Albert G. Blanke, Professor of Geosciences, Former Director, Princeton Environmental Institute, Associated Faculty at the Department of Chemistry and Civil and Environmental Engineering, Princeton University
Office:
153 Guyot Hall
Washington Road
Princeton NJ 08544
(609) 258-2416 (Tel.)
(609) 258-5242 (Fax.)
E-mail: morel@princeton.edu
Assistant: Eva Groves
François M. M. Morel is the Albert G. Blanke Professor of Geosciences at Princeton University. He received a B.S. in Engineering from the University of Grenoble, France, and a Ph.D. in Engineering Science from the California Institute of Technology. He was a faculty member at the Massachusetts Institute of Technology from 1973 to 1994 and joined the Princeton faculty in 1994. The research in his laboratory focuses on the interaction of trace metals and microorganisms in the environment, with particular emphasis on the role of metals in the global cycles of carbon and nitrogen in marine and terrestrial systems. Morel’s research group discovered the only known cadmium enzyme, a cadmium carbonic anhydrase used by marine phytoplankton to acquire inorganic carbon for photosynthesis. At Princeton, Pr. Morel teaches both undergraduate and graduate courses. Morel and his student Janet Hering authored the widely used teaching text: “Principles and Applications of Aquatic Chemistry (Wiley). He directed the Ralph M. Parsons laboratory at MIT from 1991 to 1994, the Princeton Environmental Institute from 1998 to 2006 and again from 2014 to 2017 and the NSF-supported Center for Environmental BioInorganic Chemistry from 1998 to 2007.
Morel is a member of the National Academy of Sciences and of the Istituto Veneto di Scienze, Lettre ed Arti. He is a Fellow of the American Geophysical Union and of the Geochemical Society. He received the Patterson Medal from the Geochemical Society in 2001, the Urey Medal from the American Geophysical Union in 2005, the Distinguished Alumni Award from the California Institute of Technology in 2009, and the Award for Creative Advances in Environmental Science and Technology from the American Chemical Society in 2010. He is the recipient of the 2010 Eni Environmental Award from the Eni Foundation and of the 2012 Dickson Prize in the Sciences from Carnegie Mellon University.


Return a copy of every line in the data below that contains "than".

Records from a collection of figures
* * * * * * * * *

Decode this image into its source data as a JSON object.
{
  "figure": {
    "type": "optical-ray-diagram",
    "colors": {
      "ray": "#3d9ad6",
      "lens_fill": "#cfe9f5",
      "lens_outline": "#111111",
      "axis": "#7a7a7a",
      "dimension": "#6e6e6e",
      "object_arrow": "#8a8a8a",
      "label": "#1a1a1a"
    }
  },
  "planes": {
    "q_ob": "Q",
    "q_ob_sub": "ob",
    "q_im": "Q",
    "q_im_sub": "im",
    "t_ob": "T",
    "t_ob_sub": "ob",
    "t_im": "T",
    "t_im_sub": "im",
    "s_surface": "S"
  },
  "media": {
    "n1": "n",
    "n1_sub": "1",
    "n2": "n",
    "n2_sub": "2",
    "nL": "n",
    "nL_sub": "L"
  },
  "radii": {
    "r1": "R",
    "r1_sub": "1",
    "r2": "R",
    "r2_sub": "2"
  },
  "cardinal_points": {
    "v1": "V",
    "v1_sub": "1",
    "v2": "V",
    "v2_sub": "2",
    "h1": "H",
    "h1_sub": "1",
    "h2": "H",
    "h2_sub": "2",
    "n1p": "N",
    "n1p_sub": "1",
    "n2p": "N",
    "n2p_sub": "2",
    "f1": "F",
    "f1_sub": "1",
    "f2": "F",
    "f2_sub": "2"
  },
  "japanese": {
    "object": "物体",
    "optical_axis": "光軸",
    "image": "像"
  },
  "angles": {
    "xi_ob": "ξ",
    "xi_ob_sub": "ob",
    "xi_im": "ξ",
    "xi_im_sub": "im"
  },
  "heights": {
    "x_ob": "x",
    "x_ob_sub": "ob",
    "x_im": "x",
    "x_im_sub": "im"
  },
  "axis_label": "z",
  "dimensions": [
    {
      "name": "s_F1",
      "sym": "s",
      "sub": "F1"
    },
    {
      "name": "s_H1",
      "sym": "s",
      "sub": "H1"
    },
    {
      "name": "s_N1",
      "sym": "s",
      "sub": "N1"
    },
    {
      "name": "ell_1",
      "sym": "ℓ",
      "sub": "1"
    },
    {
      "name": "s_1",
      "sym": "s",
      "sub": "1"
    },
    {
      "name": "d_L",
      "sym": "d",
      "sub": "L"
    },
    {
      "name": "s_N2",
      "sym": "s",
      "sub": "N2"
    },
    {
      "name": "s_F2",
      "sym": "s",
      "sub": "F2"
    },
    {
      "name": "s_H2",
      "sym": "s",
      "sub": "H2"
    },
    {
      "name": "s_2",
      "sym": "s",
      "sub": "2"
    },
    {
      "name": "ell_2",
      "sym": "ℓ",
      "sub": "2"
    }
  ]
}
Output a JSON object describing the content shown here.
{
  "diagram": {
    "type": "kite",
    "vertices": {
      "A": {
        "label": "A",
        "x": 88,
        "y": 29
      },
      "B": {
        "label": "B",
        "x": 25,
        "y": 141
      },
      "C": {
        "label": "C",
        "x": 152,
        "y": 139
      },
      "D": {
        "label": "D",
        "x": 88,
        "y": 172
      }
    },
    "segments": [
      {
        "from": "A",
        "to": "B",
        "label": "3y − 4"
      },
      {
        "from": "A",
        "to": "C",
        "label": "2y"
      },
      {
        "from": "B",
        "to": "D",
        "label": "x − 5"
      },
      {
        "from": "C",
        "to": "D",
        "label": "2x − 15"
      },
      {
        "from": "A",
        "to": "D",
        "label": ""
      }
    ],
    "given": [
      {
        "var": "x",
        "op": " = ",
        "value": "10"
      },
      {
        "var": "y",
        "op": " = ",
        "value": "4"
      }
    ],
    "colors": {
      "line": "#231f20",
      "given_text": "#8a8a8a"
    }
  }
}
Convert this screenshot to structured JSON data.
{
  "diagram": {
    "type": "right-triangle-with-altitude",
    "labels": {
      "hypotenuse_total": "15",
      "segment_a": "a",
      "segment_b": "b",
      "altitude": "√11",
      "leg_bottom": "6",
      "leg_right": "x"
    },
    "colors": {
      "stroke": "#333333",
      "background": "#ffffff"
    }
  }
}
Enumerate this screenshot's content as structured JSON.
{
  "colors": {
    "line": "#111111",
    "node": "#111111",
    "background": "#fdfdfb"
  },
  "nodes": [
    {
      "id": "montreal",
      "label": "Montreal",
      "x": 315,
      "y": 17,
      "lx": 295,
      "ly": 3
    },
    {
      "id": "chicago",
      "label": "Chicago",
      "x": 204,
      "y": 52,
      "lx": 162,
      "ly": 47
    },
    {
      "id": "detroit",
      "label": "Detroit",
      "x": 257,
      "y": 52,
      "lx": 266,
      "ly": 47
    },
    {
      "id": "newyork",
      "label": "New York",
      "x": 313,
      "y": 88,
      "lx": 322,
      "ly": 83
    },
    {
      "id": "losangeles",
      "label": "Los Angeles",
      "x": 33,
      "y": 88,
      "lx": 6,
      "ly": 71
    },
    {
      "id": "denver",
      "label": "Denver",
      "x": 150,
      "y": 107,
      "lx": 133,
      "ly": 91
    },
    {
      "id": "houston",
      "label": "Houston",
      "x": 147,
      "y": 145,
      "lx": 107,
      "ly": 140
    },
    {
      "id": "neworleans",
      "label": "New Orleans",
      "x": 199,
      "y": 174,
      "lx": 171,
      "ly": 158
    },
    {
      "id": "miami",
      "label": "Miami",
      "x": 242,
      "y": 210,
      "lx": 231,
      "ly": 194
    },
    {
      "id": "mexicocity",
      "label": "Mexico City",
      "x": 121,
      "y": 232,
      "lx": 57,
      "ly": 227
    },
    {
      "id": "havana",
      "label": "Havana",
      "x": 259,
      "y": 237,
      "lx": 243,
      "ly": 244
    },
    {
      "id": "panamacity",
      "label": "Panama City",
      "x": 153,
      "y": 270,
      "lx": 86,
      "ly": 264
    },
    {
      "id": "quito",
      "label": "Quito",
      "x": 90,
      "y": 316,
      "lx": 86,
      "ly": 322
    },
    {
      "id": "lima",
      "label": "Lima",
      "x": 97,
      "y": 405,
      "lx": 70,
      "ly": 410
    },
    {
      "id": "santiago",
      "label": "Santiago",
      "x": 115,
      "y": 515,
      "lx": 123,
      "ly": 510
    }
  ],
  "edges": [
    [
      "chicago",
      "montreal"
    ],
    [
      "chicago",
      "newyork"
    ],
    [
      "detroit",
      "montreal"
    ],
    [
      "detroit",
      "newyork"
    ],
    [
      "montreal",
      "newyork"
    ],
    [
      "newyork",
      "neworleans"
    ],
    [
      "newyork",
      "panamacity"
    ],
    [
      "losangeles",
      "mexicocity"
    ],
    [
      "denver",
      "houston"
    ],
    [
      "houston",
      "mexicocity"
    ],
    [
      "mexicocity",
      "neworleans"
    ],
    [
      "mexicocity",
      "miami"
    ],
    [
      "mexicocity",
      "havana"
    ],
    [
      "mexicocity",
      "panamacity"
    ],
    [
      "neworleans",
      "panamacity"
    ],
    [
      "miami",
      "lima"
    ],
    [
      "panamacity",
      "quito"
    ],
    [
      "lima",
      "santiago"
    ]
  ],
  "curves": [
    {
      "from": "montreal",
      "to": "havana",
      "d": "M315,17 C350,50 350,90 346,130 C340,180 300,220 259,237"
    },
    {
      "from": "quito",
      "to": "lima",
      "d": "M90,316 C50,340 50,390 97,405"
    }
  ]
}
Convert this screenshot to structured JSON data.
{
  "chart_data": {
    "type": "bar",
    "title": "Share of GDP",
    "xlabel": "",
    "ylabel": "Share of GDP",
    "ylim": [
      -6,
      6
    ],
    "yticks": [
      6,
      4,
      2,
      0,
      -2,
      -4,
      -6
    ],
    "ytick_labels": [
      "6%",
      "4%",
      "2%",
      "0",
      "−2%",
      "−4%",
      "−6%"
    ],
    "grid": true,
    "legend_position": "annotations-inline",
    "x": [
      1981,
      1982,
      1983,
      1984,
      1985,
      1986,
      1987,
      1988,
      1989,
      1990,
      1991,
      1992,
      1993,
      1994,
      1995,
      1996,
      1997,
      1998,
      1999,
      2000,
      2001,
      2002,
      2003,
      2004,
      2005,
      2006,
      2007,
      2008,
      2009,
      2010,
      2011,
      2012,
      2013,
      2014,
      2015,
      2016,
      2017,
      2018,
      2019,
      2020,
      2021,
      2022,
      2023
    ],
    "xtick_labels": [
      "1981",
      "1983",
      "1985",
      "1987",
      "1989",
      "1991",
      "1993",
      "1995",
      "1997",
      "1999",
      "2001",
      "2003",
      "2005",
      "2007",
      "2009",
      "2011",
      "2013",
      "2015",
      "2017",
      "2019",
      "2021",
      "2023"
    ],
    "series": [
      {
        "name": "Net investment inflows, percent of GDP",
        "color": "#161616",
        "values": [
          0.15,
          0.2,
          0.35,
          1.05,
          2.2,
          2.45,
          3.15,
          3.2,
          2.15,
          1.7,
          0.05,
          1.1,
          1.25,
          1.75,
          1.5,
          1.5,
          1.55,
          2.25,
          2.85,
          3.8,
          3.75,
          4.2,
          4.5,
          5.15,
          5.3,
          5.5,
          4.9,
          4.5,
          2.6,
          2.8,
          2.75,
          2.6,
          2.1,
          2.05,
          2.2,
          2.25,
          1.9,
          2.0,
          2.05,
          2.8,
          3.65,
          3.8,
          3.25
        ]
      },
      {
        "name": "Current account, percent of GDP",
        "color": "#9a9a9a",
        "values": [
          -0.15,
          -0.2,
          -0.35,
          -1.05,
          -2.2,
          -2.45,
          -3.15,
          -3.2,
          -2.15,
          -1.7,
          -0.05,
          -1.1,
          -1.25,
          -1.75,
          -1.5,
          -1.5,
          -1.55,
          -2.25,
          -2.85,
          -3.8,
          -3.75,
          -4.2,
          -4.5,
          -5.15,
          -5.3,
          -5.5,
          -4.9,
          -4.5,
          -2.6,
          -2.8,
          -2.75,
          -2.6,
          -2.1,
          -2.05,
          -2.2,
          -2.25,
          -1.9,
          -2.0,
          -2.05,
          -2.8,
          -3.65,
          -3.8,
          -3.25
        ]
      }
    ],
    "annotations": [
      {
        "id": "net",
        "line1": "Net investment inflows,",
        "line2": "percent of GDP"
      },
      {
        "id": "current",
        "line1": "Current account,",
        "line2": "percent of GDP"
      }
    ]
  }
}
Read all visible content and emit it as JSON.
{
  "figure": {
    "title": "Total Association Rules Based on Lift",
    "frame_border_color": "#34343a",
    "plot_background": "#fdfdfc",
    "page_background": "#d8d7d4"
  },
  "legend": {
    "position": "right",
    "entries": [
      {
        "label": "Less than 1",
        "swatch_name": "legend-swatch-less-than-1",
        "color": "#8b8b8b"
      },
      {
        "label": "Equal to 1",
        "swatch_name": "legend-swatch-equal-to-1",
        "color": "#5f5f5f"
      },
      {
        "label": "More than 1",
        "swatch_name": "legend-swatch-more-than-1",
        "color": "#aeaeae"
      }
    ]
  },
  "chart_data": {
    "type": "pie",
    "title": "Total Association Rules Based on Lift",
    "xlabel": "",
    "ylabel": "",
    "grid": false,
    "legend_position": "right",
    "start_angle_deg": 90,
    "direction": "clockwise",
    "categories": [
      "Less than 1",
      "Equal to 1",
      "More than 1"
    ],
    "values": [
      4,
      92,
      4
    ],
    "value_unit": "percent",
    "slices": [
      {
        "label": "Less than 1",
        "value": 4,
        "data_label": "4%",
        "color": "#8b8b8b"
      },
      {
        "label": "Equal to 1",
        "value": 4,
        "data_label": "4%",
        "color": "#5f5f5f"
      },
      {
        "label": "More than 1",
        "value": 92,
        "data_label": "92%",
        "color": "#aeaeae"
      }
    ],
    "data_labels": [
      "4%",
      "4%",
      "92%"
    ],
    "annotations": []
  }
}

* * * * * * * * *

> _Solution_:
        "label": "Less than 1",
        "swatch_name": "legend-swatch-less-than-1",
        "label": "More than 1",
        "swatch_name": "legend-swatch-more-than-1",
      "Less than 1",
      "More than 1"
        "label": "Less than 1",
        "label": "More than 1",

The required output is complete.